I mean, it’s September, so you’d figure at least the guests with kids would’ve shown up by now, because they have to get home early to set the babysitter free. What’s funny is that the fashionably late stragglers are probably going to be the first people here. And they thought they were being so cool!
Let me turn down the music. I checked out some mariachi stuff from the library to add some mexicano flavór. Now I’ve begun to suspect that four months of continuous mariachi music may have something to do with my insomnia and the mustachios I’ve been hallucinating.
One guy who has no excuse for not showing up is my neighbor Jim. He lives across the hall, has no family obligations, and just sits in his apartment getting stoned and holding staring contests with the light on his smoke detector. When I hear him walking down to the garbage room, I’ll grab a trash bag of my own and pretend to bump into him. He’ll say something like “Hey, man,” and I’ll casually respond in kind, waiting for him to acknowledge my serape. But nothing clicks. It’s true he never said yes on my Evite, but he never said no, either. He never even said maybe. In fact, no one replied at all. I feel like I wasted my time coming up with funny response headings (Yes=Sí, Maybe=Tal Vez, No=No).
Wait, did someone just knock? No, it’s just a guy outside working on his roof. Ever notice how you become hyper attuned to sound when you’re waiting for company? You think someone’s at the door, but it’s actually just a thunderstorm three states away or a stray cat’s heartbeat. The false alarms are annoying, but if I prop the door open anyone can just saunter in and crash mi loco fiesta—I mean, should mi loco fiesta come into existence.
Anyway, the co-workers I invited are no better than my neighbors. Denise called on May 9. I thought we were friends, but she just demanded to know why I hadn’t been showing up at the office. Was I sick or something? I asked her if I sounded sick, hoping she’d notice that I used question marks at both ends of the sentence. She didn’t. I couldn’t think of another indirect way to jog her memory, so I just blurted out, “Mexico! Mexico! Mexico!” She asked me why I said that, but instead of answering I observed how odd it was that that particular country should enter her mind so suddenly, apropos of nothing. Was her unconscious trying to communicate something? Anyway, the upshot is that if I ever set foot in the office again, someone will discharge a stun gun.
It’s just not fair! I looked out the window yesterday and saw a guy in a sombrero walking toward my building. He was kind of tall and slouchy, so I just assumed it was Doug. But it wasn’t. In fact, I didn’t even know him. It turns out my downstairs neighbor is going to have a Halloween party, and this guy was more than a month early.
I don’t want to leave the apartment, because I know the minute I do, someone’s going to arrive. But here’s the problem: I’m starving to death. I went through the guac and the seven-layer dip and the taquitos long ago. Then I spent a few weeks trying to break into the piñata, but I was too malnourished to swing the wiffleball bat with any kind of force. I didn’t want to cheat, but I finally tore off the blindfold and gouged an orifice into the burro with a car key. Now I’m out of Starburst, and I’m well into the less appealing flavors of Dum Dums. When the store-brand butterscotch candies are gone, I’ll be in serious trouble.
Plus, when the guests show up, what are they gonna eat?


The entries that follow contain images, which should be left out; output everything else exactly.
*** Input material ***
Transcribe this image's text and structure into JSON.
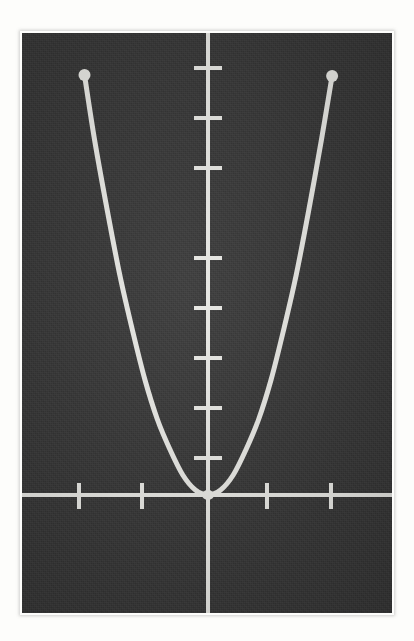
{
  "figure": {
    "kind": "photograph-of-graph",
    "background_color": "#fdfdfb",
    "plot_field_color": "#3a3a3a",
    "ink_color": "#e8e8e4",
    "caption": ""
  },
  "chart_data": {
    "type": "line",
    "title": "",
    "subtitle": "",
    "xlabel": "",
    "ylabel": "",
    "grid": false,
    "legend": [],
    "legend_position": "none",
    "annotations": [],
    "axes": {
      "x_axis_pixel_y": 495,
      "y_axis_pixel_x": 208,
      "x_tick_pixels": [
        79,
        142,
        267,
        331
      ],
      "y_tick_pixels": [
        68,
        118,
        168,
        258,
        308,
        358,
        408,
        458
      ],
      "x_tick_labels": [
        "-2",
        "-1",
        "1",
        "2"
      ],
      "y_tick_labels": [
        "8",
        "7",
        "6",
        "4",
        "3",
        "2",
        "1",
        ""
      ],
      "xlim": [
        -2.95,
        2.95
      ],
      "ylim": [
        -1.6,
        8.7
      ],
      "x_units_per_tick": 1,
      "y_units_per_tick": 1,
      "ticks_labeled": false
    },
    "curve": {
      "name": "parabola",
      "equation": "y = x^2",
      "vertex": [
        0,
        0
      ],
      "endpoints": [
        [
          -1.96,
          8.4
        ],
        [
          1.97,
          8.38
        ]
      ],
      "endpoint_markers": "round-dot",
      "x": [
        -1.96,
        -1.8,
        -1.6,
        -1.4,
        -1.2,
        -1.0,
        -0.8,
        -0.6,
        -0.4,
        -0.2,
        0,
        0.2,
        0.4,
        0.6,
        0.8,
        1.0,
        1.2,
        1.4,
        1.6,
        1.8,
        1.97
      ],
      "y": [
        8.4,
        7.1,
        5.7,
        4.4,
        3.3,
        2.3,
        1.5,
        0.9,
        0.4,
        0.1,
        0,
        0.1,
        0.4,
        0.9,
        1.5,
        2.3,
        3.3,
        4.4,
        5.7,
        7.1,
        8.38
      ],
      "stroke_width_px": 5,
      "marker_radius_px": 6
    }
  }
}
*** End of Input material ***
** Task answer **
Transcribe this image's text and structure into JSON.
{
  "figure": {
    "kind": "photograph-of-graph",
    "background_color": "#fdfdfb",
    "plot_field_color": "#3a3a3a",
    "ink_color": "#e8e8e4",
    "caption": ""
  },
  "chart_data": {
    "type": "line",
    "title": "",
    "subtitle": "",
    "xlabel": "",
    "ylabel": "",
    "grid": false,
    "legend": [],
    "legend_position": "none",
    "annotations": [],
    "axes": {
      "x_axis_pixel_y": 495,
      "y_axis_pixel_x": 208,
      "x_tick_pixels": [
        79,
        142,
        267,
        331
      ],
      "y_tick_pixels": [
        68,
        118,
        168,
        258,
        308,
        358,
        408,
        458
      ],
      "x_tick_labels": [
        "-2",
        "-1",
        "1",
        "2"
      ],
      "y_tick_labels": [
        "8",
        "7",
        "6",
        "4",
        "3",
        "2",
        "1",
        ""
      ],
      "xlim": [
        -2.95,
        2.95
      ],
      "ylim": [
        -1.6,
        8.7
      ],
      "x_units_per_tick": 1,
      "y_units_per_tick": 1,
      "ticks_labeled": false
    },
    "curve": {
      "name": "parabola",
      "equation": "y = x^2",
      "vertex": [
        0,
        0
      ],
      "endpoints": [
        [
          -1.96,
          8.4
        ],
        [
          1.97,
          8.38
        ]
      ],
      "endpoint_markers": "round-dot",
      "x": [
        -1.96,
        -1.8,
        -1.6,
        -1.4,
        -1.2,
        -1.0,
        -0.8,
        -0.6,
        -0.4,
        -0.2,
        0,
        0.2,
        0.4,
        0.6,
        0.8,
        1.0,
        1.2,
        1.4,
        1.6,
        1.8,
        1.97
      ],
      "y": [
        8.4,
        7.1,
        5.7,
        4.4,
        3.3,
        2.3,
        1.5,
        0.9,
        0.4,
        0.1,
        0,
        0.1,
        0.4,
        0.9,
        1.5,
        2.3,
        3.3,
        4.4,
        5.7,
        7.1,
        8.38
      ],
      "stroke_width_px": 5,
      "marker_radius_px": 6
    }
  }
}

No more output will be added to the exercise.